The key events of the founding of the RAA and Roys postdoctoral studies and research in neuroscience nursing, sparked
several decades of significant work by Roy, colleagues, and
scholars in general. As a final example presented here, even as
clarification and publication of the CAPS progresses, Figure
1 illustrates some examples of research stemming from this
work. Because the scale development has been reported at
meetings of the RAA, it has been translated into other languages (under the supervision of the principal investigator)

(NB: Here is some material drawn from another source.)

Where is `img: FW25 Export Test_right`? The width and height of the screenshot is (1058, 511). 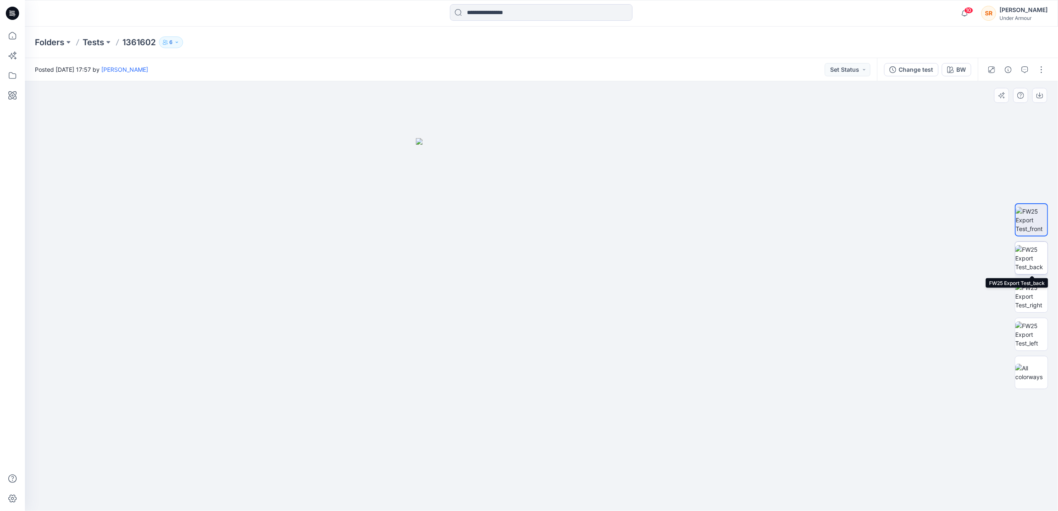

and used by investigators globally. The tool was translated
into Thai (Chayput & Roy, 2007) by one of Roys students
and the tool has been in use for research in that country. The
first use by members of the RAA, Japan Chapter (Toriya &
Tsuhako, 2008), is identified along with an on-going work of
scholars of RAA, Colombia Chapter (Guiterrez, 2009). The
intervention study by Gonzalez (2007), RAA, Panama
Chapter, was an important contribution to theory, methods,
and practice. Roy continues to explore issues such as state and
trait with colleagues as well.
Declaration of Conflicting Interests
The author(s) declared no potential conflicts of interest with respect
to the research, authorship, and/or publication of this article.

Funding
The author(s) received no financial support for the research,
authorship, and/or publication of this article.